Examples of generic marks are:

• BEERMAN for beer-vending character

• CONSUMER ELECTRONICS for magazine title

• LITE for low-calorie beer

• SAFARI for hunting expedition hats and jackets

• SMART POWER for semiconductors

• SUPER GLUE for strong-bonding, rapid-setting glue

• SURGICENTER for surgical center

• YOU HAVE MAIL for phrase to alert of an email arrival.

So How Would a Trademark Attorney Advise You to Choose a Trademark?

Make up a word. What are some Greek or Latin roots that relate to your product? Can you combine the owners’ names or initials into a word? Can you shorten your company name into something catchier (National Biscuit Company = NABISCO)? What is a combination of words describing your product that you can combine into an acronym or other word as a trademark (MICROSOFT= Software for microcomputers)? For example, a tutoring company might be CELEREDU TUTORING (combining the Latin roots “celer” for quick with “edu” for learning). Or take it a step further and make it ACCELER-ED TUTORING, building upon the common word “accelerate” to drive home the concept of fast results, as well as playing on the Latin roots.

Use a random word. And speaking of common words, why not use a common word that has nothing to do with your product?

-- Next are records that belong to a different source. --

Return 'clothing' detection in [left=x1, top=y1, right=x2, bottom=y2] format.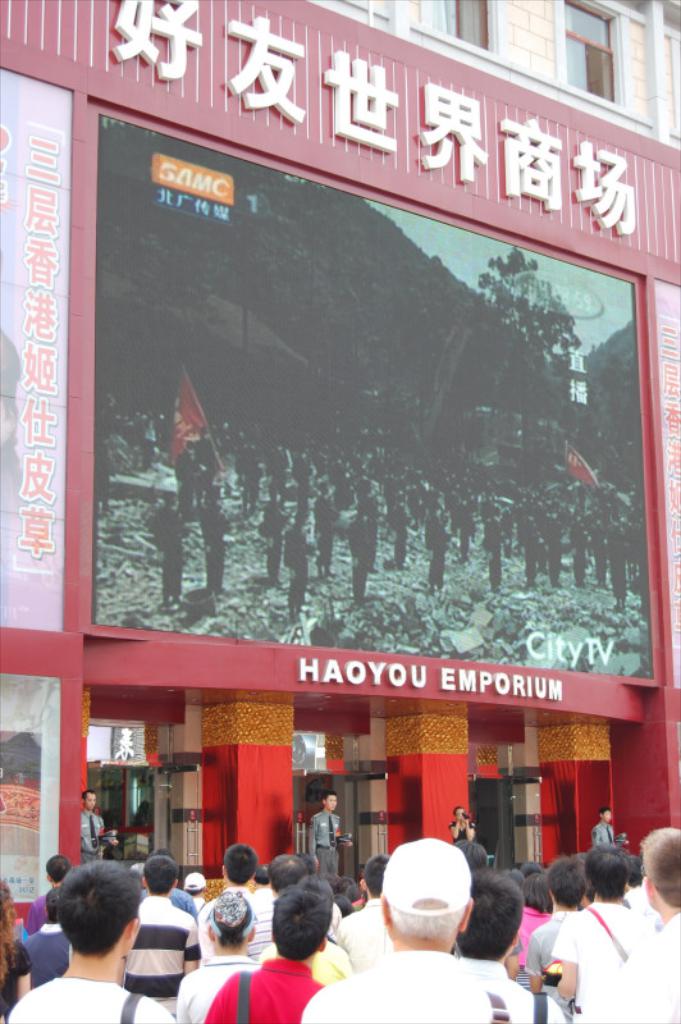
[left=28, top=888, right=52, bottom=923].
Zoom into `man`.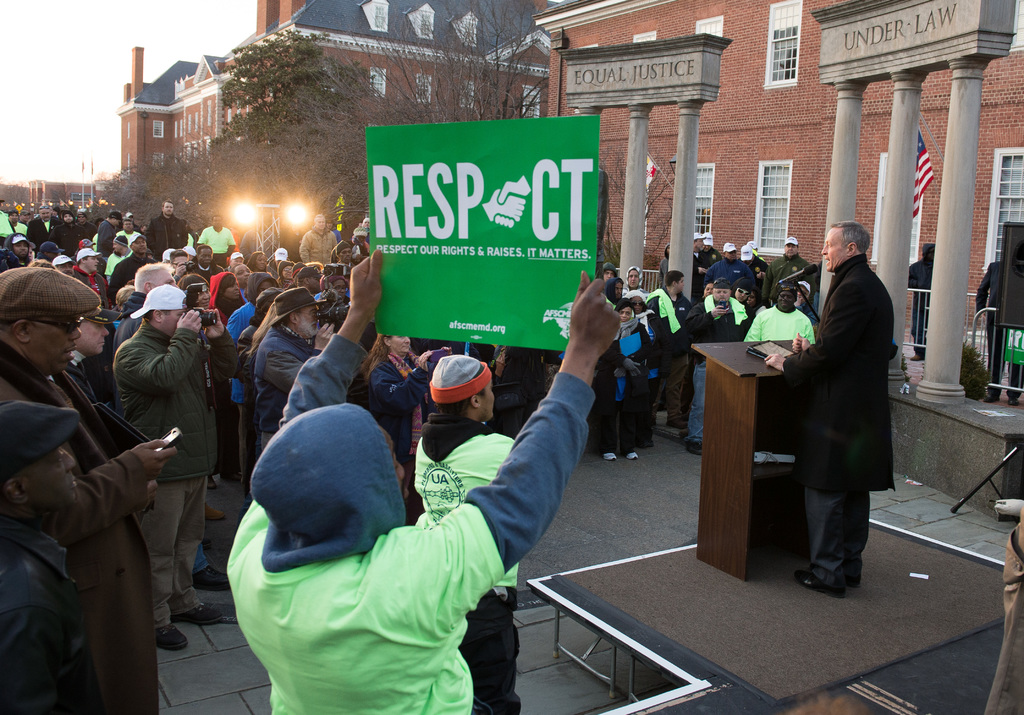
Zoom target: [75,237,95,255].
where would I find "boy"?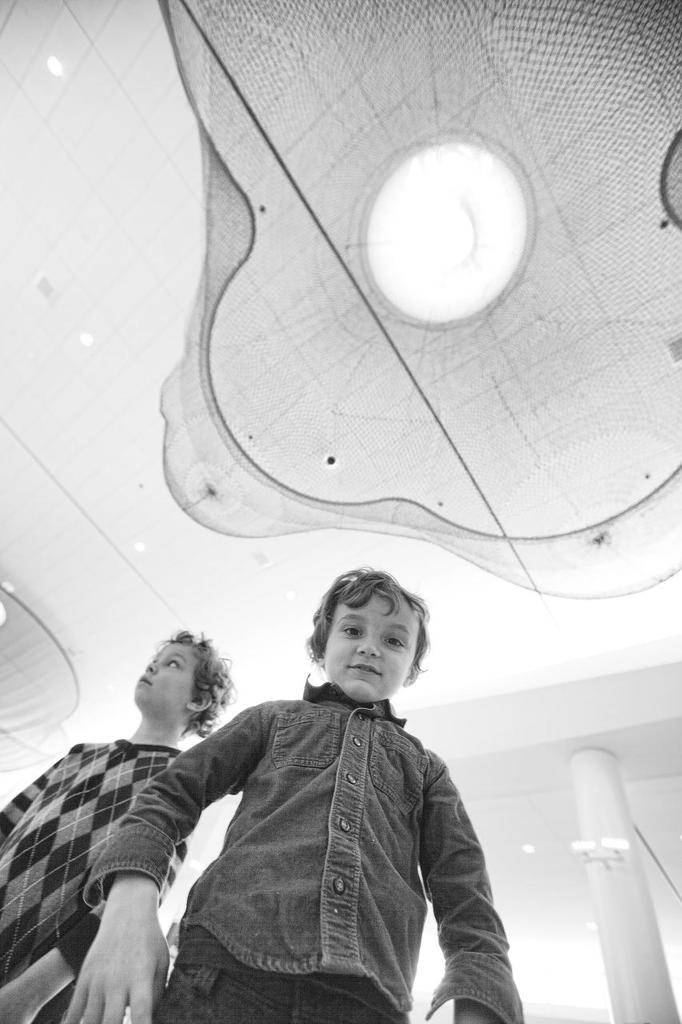
At 56,498,526,1009.
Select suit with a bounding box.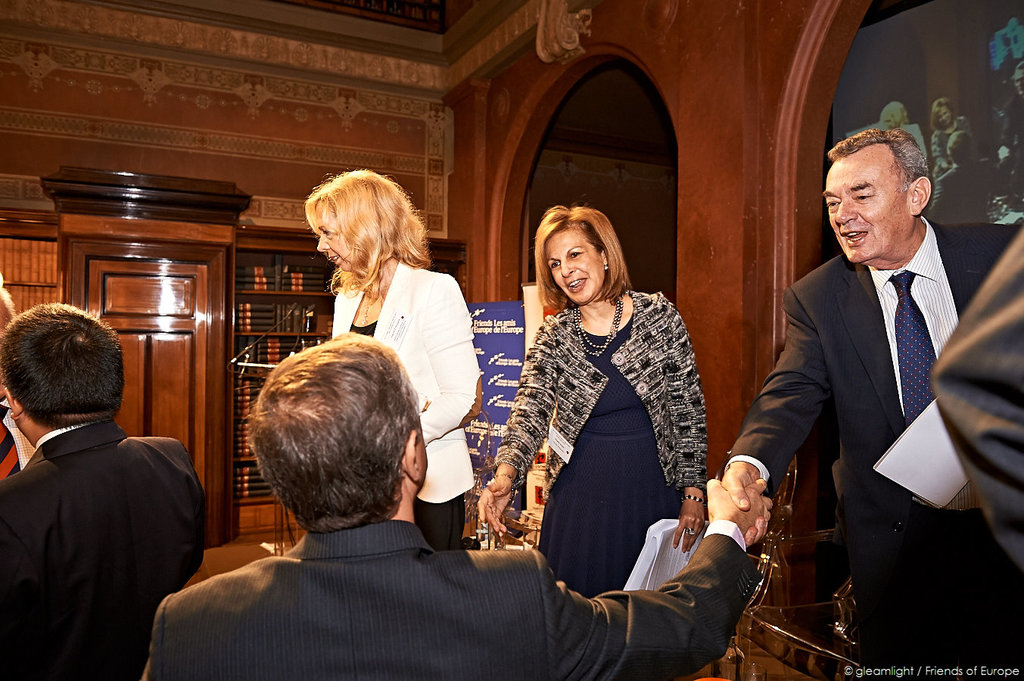
<region>0, 419, 210, 680</region>.
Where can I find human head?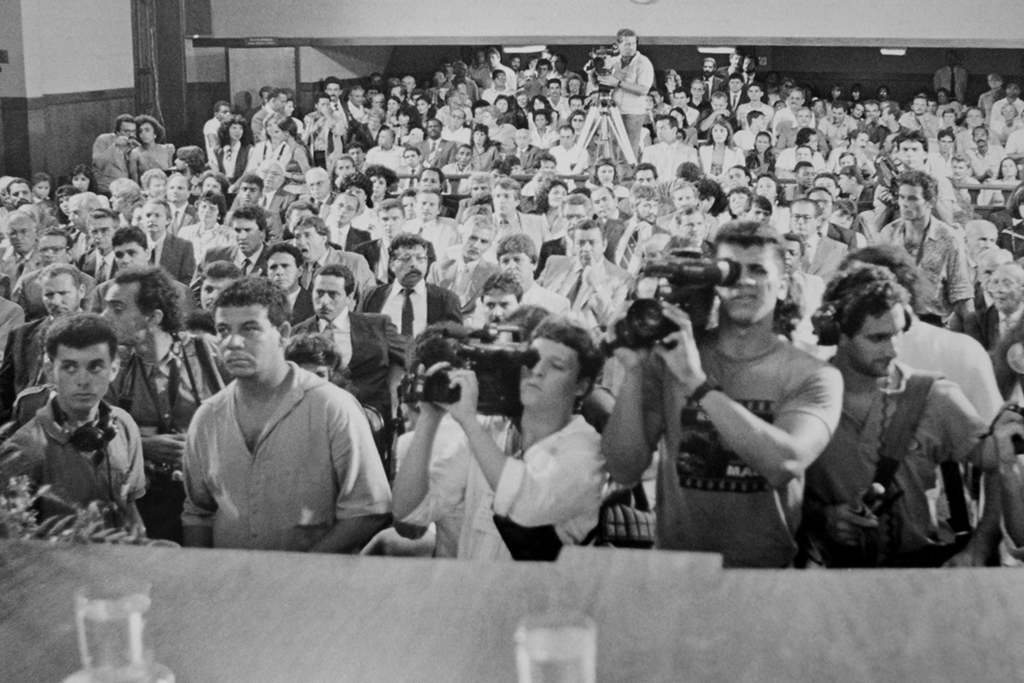
You can find it at bbox=[795, 106, 812, 127].
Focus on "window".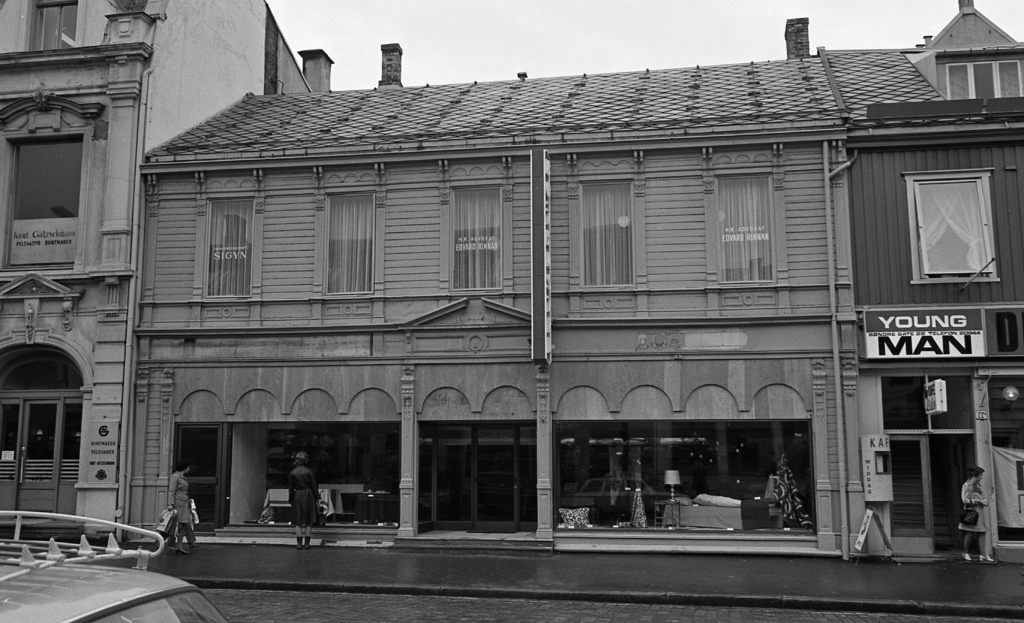
Focused at [x1=328, y1=192, x2=372, y2=290].
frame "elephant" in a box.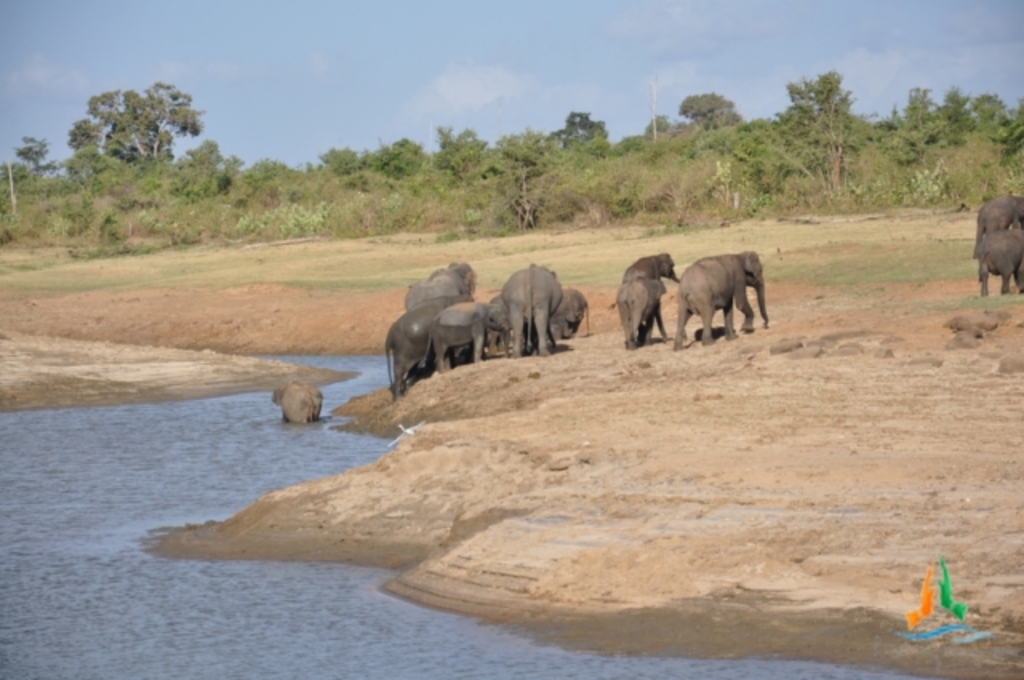
pyautogui.locateOnScreen(269, 381, 330, 434).
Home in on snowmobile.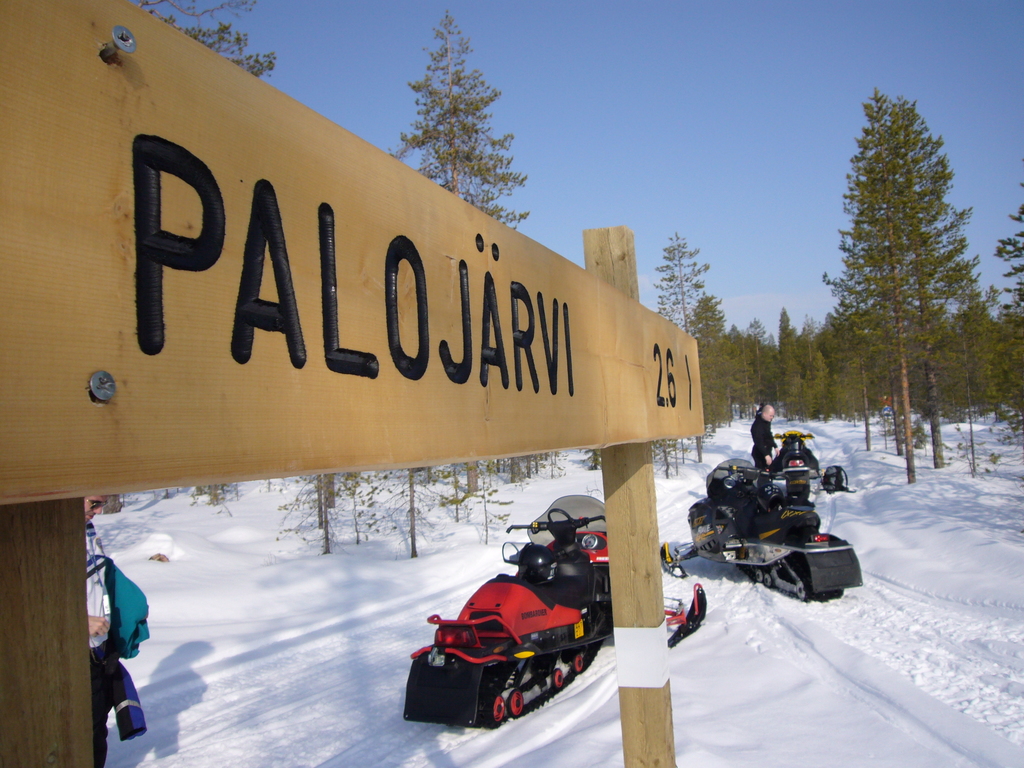
Homed in at 659/459/865/606.
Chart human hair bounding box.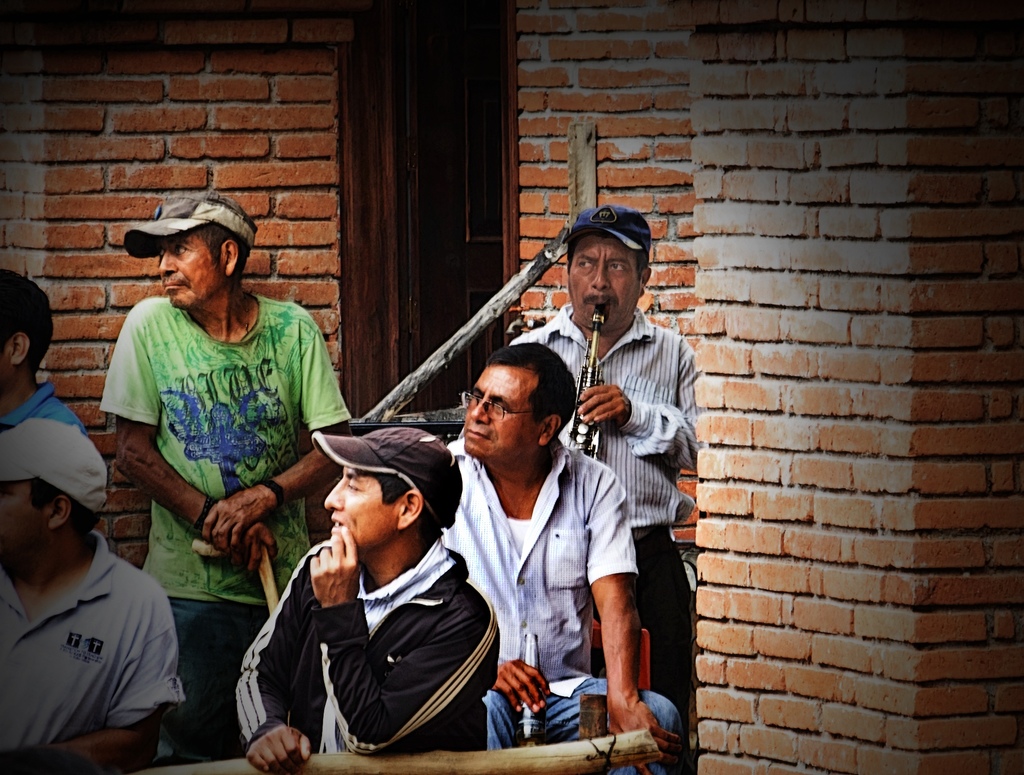
Charted: 484:339:581:439.
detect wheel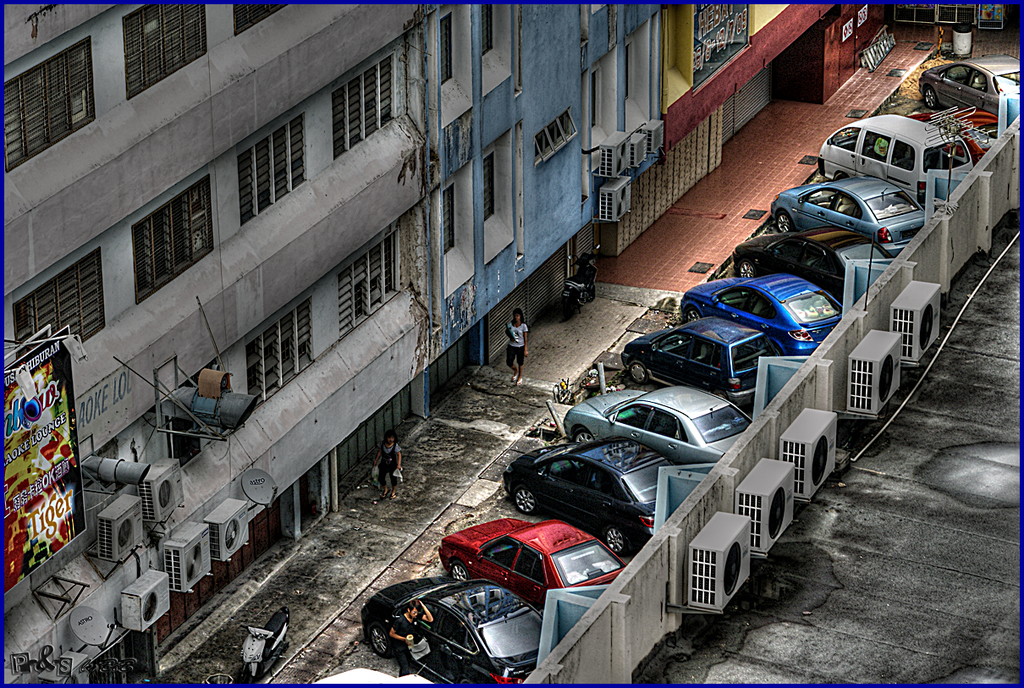
region(628, 360, 651, 383)
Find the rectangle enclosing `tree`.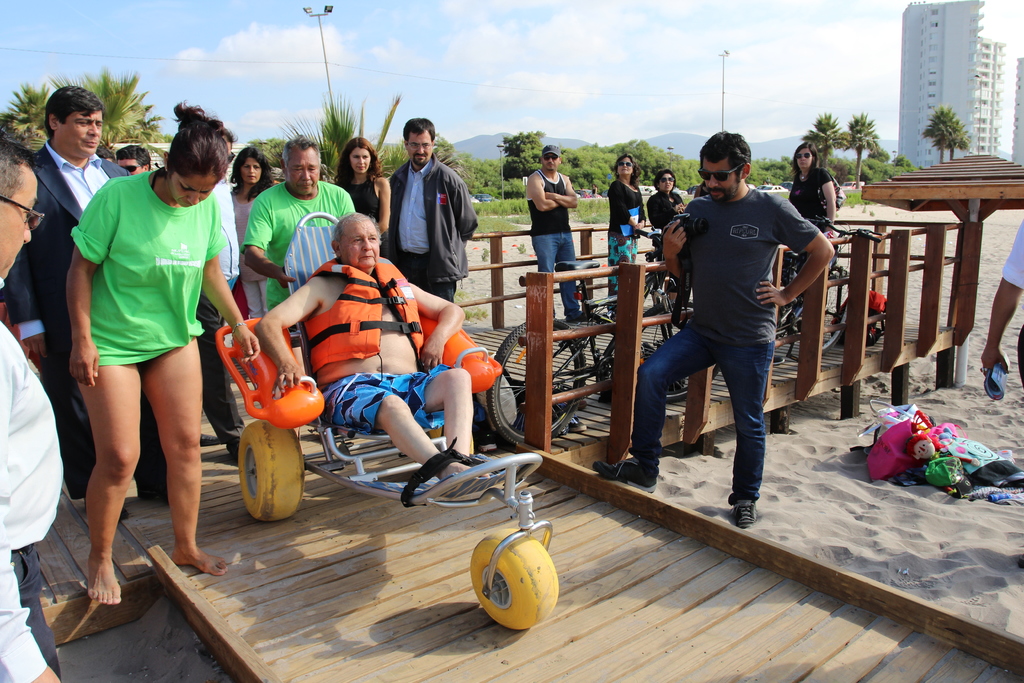
{"x1": 4, "y1": 81, "x2": 51, "y2": 148}.
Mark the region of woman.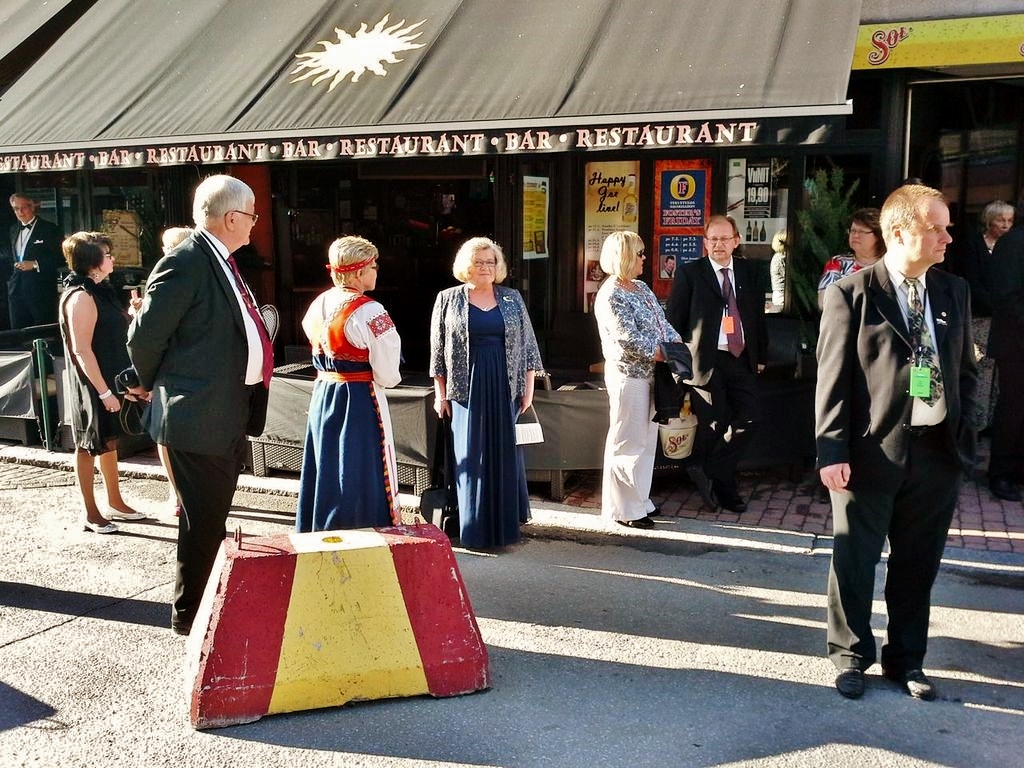
Region: select_region(294, 234, 403, 532).
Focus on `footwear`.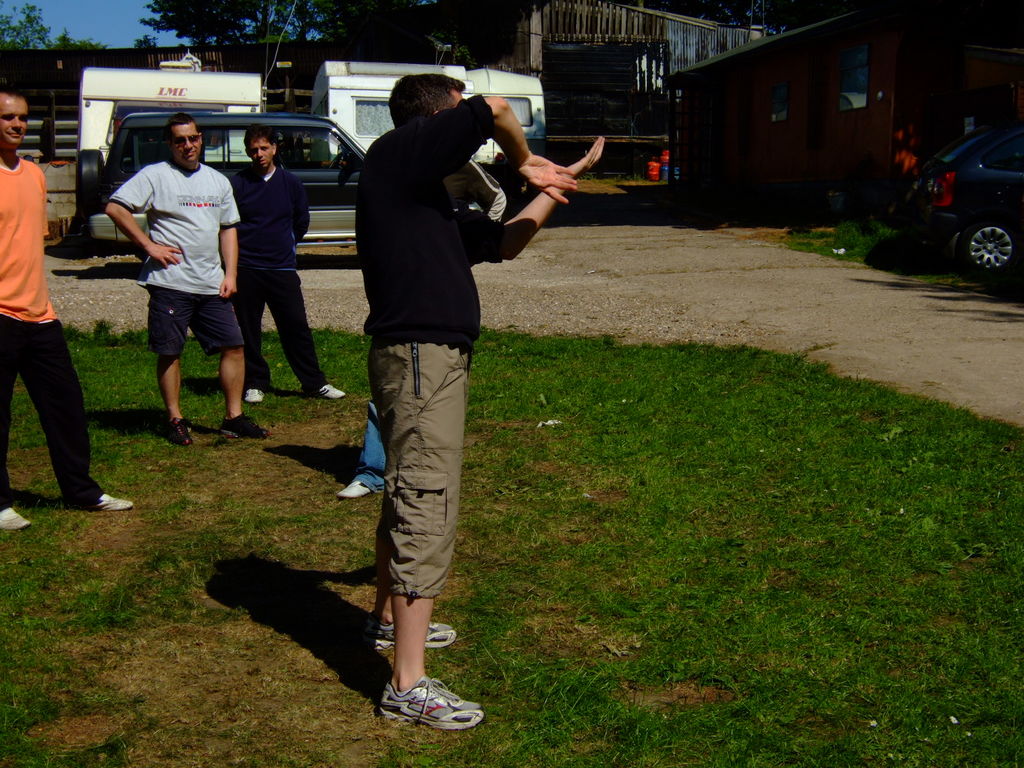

Your tutoring company could be SAILFISH TUTORING or HAMBURGER AND HOTDOG TUTORING or HONEYSUCKLE TUTORING.

Use a word that suggests what your product or service does. Perhaps LAMPLIGHT TUTORING or SUNSHINE TUTORING would suggest the concept of a light bulb going off when a student learns something new, or ELBOW GREASE TUTORING would suggest the tutoring company makes students work hard to learn.